University
Start-Up Best Practices: Building a Foundation for Survival and a Path to Profits
Originally presented April, 2009
Help your university’s start-ups reach their maximum potential
For tech transfer veterans, the job today doesn’t much resemble your role of just a few short years ago. What was once a focus on licensing to outside corporations has become more multi-faceted. Launching, incubating, building, and ultimately monetizing your own start-up businesses is now a central component of TTO activity — and a key challenge.
Start-ups are certainly exciting to be involved with, and hold tremendous potential for financial returns. But if they’re not handled with care and business savvy, they can also be a drain on you, your staff, your TTO’s resources, and a major thorn in your side that end up diverting you from other opportunities, damaging important faculty relationships, and dragging you and your office down with them. And since most tech transfer professionals are not MBAs or experienced entrepreneurs who’ve built and sold businesses themselves, start-ups present a particularly daunting challenge that requires skills and know-how you’ve often got to learn on the fly.
That’s why we’ve recruited two university start-up experts to share their keys to start-up success — and reveal their key mistakes and lessons learned. If start-ups are a part of your responsibilities, you will not want to miss this practical, strategy-packed audioconference:
University
Start-Up Best Practices:
Building a Foundation for Survival and a Path to Profits
Join us for this 90-minute program, featuring Rajiv Kulkarni from the University of Utah (ranked #2 in start-up creation) and Gerard Eldering of InnovateTech Ventures (specializing in university venture creation). They’ll provide you with the detailed guidance and advice you need to pilot your start-ups beyond survival — to rapid growth, and ultimately to a liquidity event that will make your administration stand up and cheer. They’ll cover:
Your Expert Presenters
Rajiv
Kulkarni, PhD, MBA is Associate Director at the Technology Commercialization
Office of the University of Utah, where he manages a large portfolio of invention
disclosures, patents and license agreements in the physical sciences, including
engineering, computer science and software, material science and medical devices,
as well as gene and drug delivery. Previously he was Assistant Director and
then Director of the Office of Technology Development for the State of Utah,
where he managed the Centers of Excellence Program. The program funded proposals
for commercialization of University technologies to stimulate economic development
in Utah, which included strategic business planning for starting new companies.
His industry experience with a start-up biotechnology company includes R &
D, operations, marketing, business development and management and attracting
VC funding. As Vice President for an agricultural biotechnology company, he
managed the global market & business development effort.
Gerard
Eldering is Founder and President of InnovateTech Ventures, specializing
in venture creation based on inventions licensed from universities and research
institutions.

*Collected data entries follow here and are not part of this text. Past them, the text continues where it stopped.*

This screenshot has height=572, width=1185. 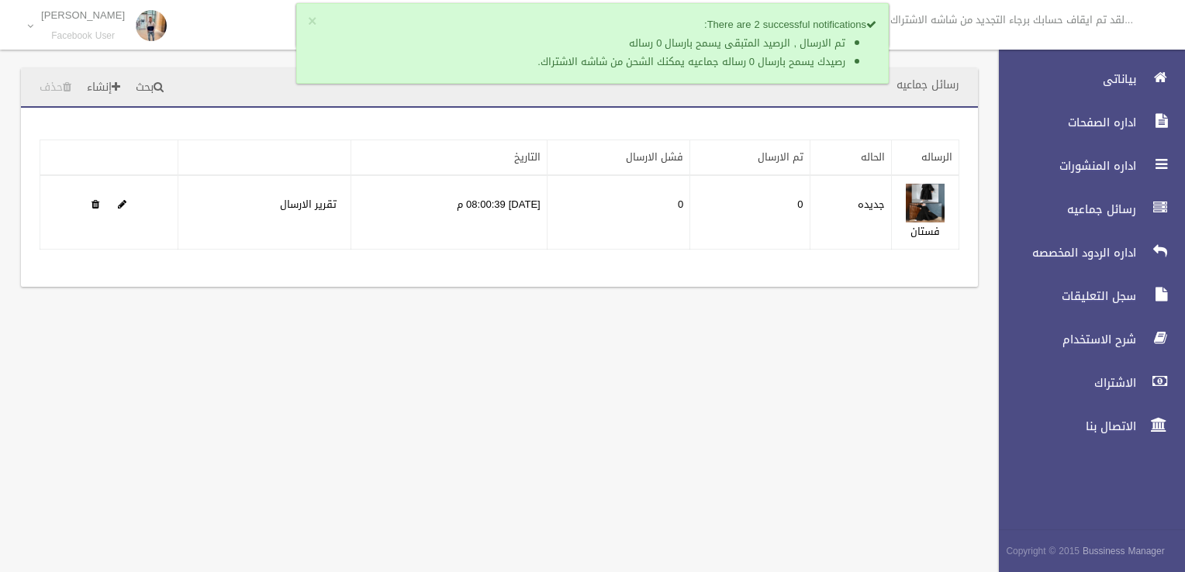 What do you see at coordinates (1124, 551) in the screenshot?
I see `strong: Bussiness Manager` at bounding box center [1124, 551].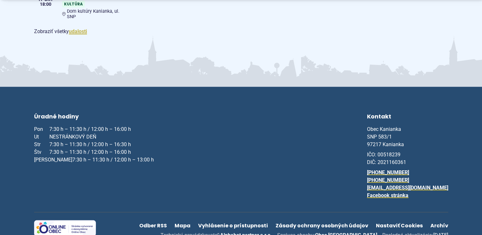 The width and height of the screenshot is (482, 235). I want to click on a: Zásady ochrany osobných údajov, so click(322, 225).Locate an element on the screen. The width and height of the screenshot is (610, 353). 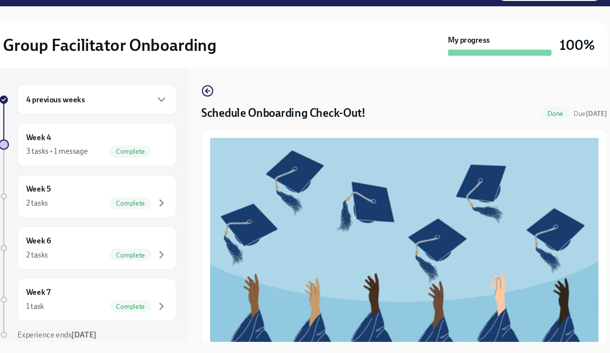
div: 4 previous weeks is located at coordinates (115, 115).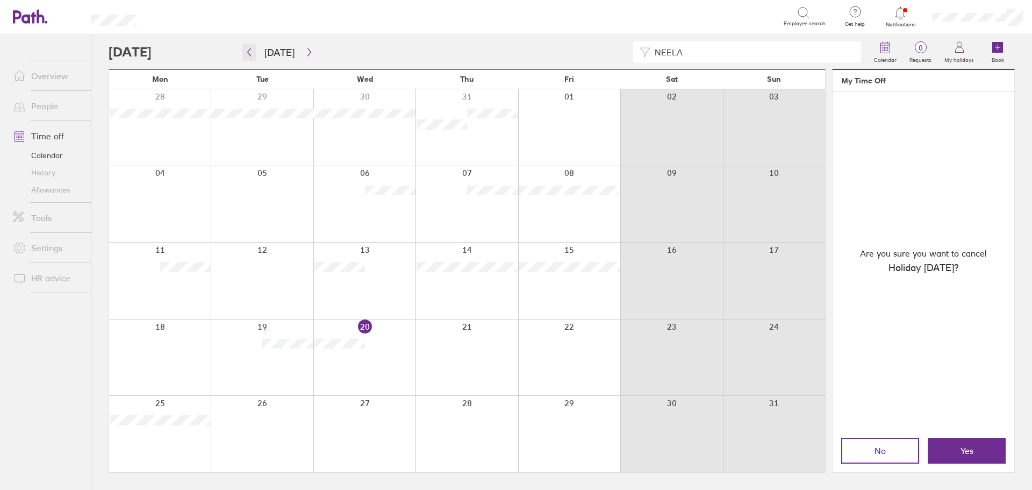 This screenshot has height=490, width=1032. Describe the element at coordinates (47, 218) in the screenshot. I see `a: Tools` at that location.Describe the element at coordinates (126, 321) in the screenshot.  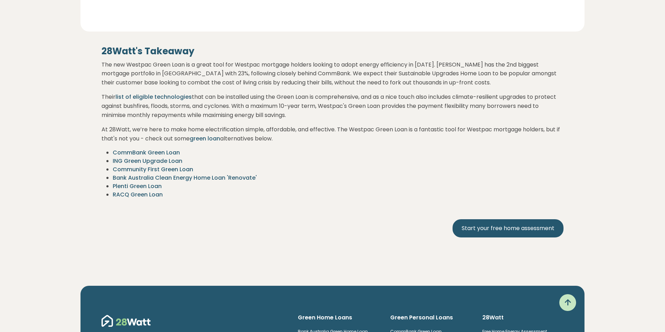
I see `img: 28Watt` at that location. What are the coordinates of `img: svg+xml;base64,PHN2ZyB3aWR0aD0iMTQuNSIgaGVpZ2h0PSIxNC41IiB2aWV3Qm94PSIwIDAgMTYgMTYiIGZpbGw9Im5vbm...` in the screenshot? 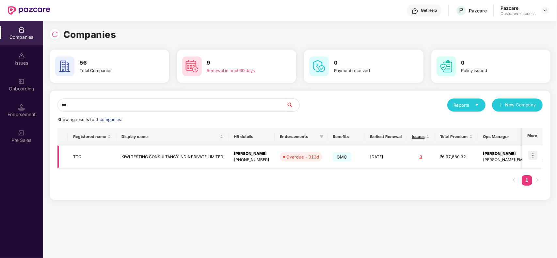 It's located at (22, 107).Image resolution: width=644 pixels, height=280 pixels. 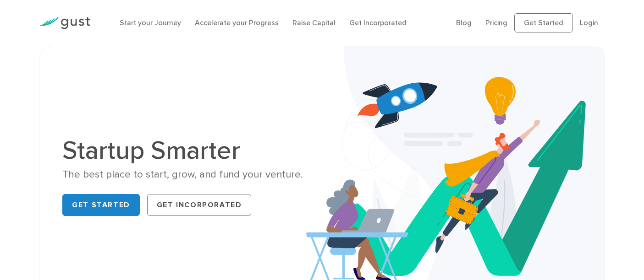 What do you see at coordinates (188, 151) in the screenshot?
I see `h1: Startup Smarter` at bounding box center [188, 151].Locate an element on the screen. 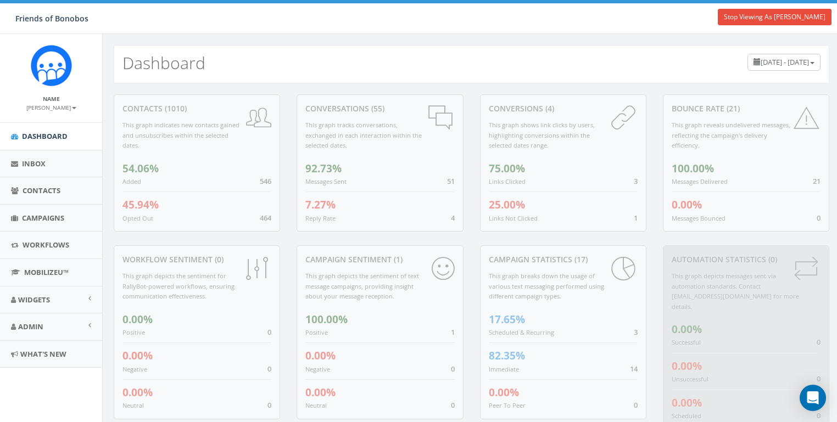 This screenshot has height=422, width=837. span: 464 is located at coordinates (265, 218). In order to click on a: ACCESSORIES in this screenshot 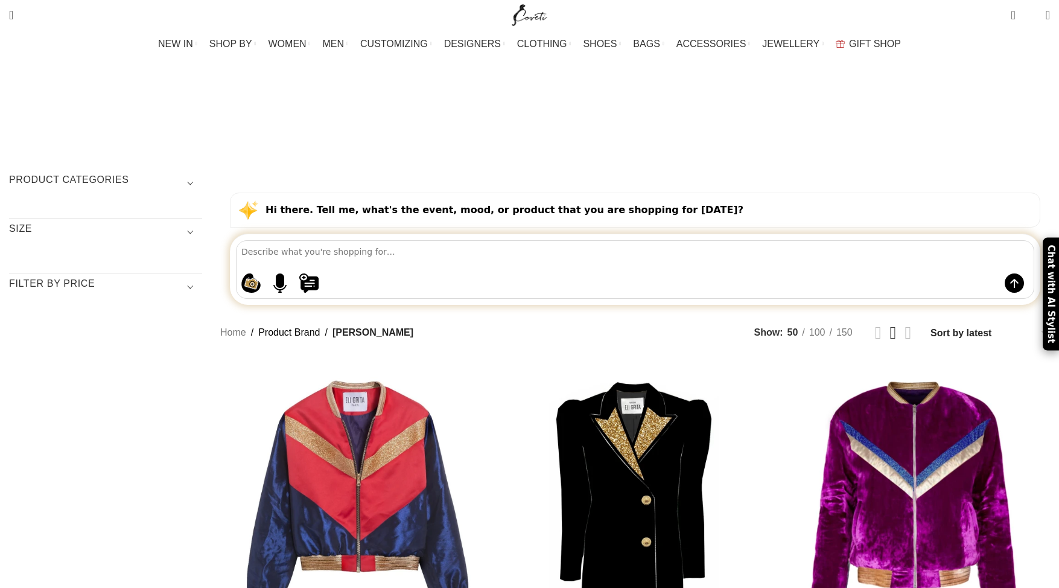, I will do `click(713, 44)`. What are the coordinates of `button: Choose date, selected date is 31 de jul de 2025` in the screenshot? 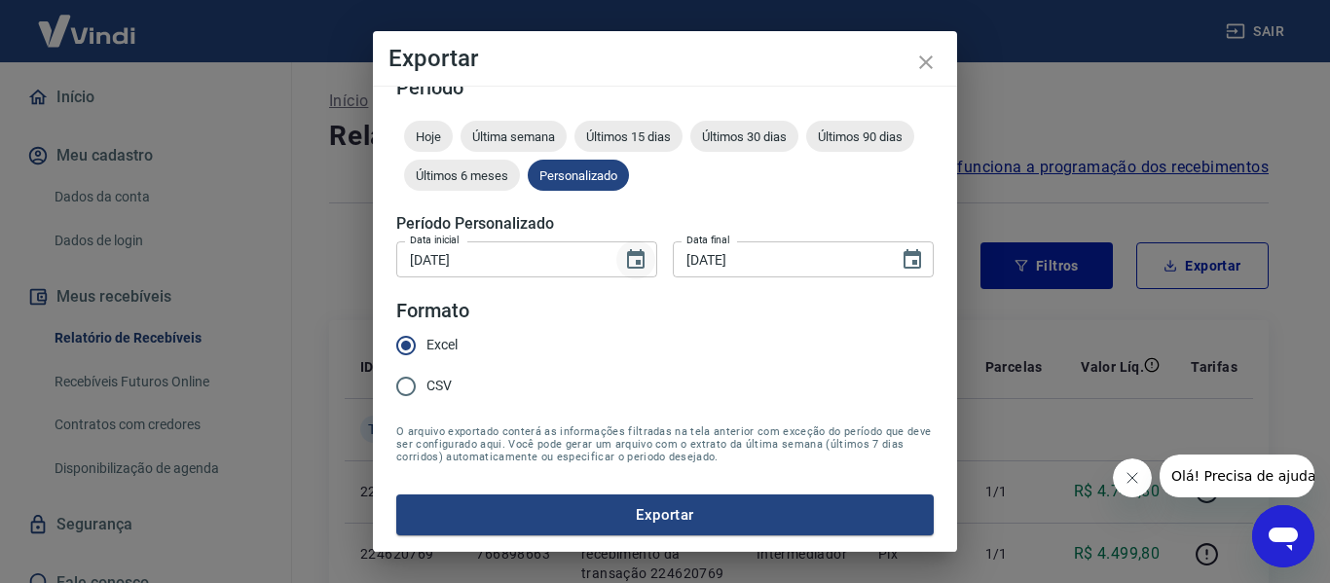 It's located at (636, 260).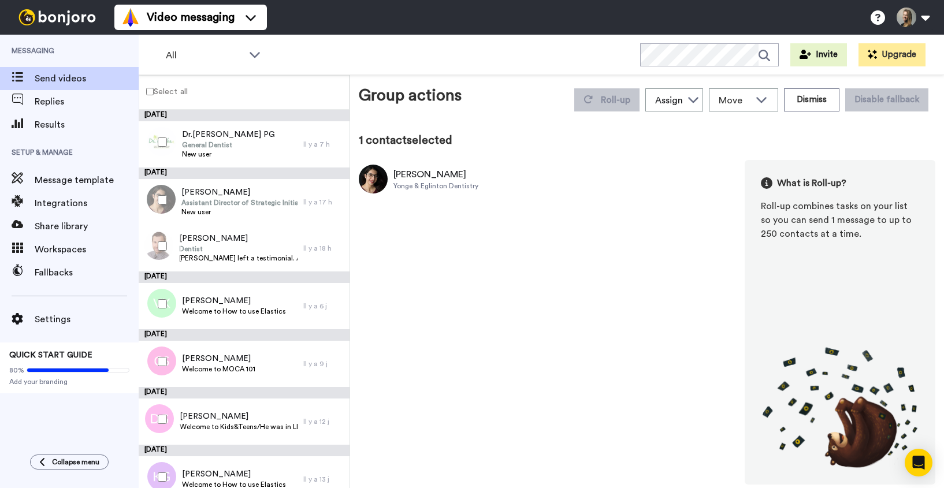 The height and width of the screenshot is (488, 944). What do you see at coordinates (76, 462) in the screenshot?
I see `span: Collapse menu` at bounding box center [76, 462].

Since the company’s founding in 2007, InnovateTech has supported
numerous mid-Atlantic universities and co-founded three start-up companies including
AlphaDetect and Trilumen. Gerard has been working in the technology transfer
community for more than a decade and is passionate about the creation of professionally
managed and funded start-up companies. Prior to launching InnovateTech, he founded
and served as Director of the Technology Transfer Office at The MITRE Corporation.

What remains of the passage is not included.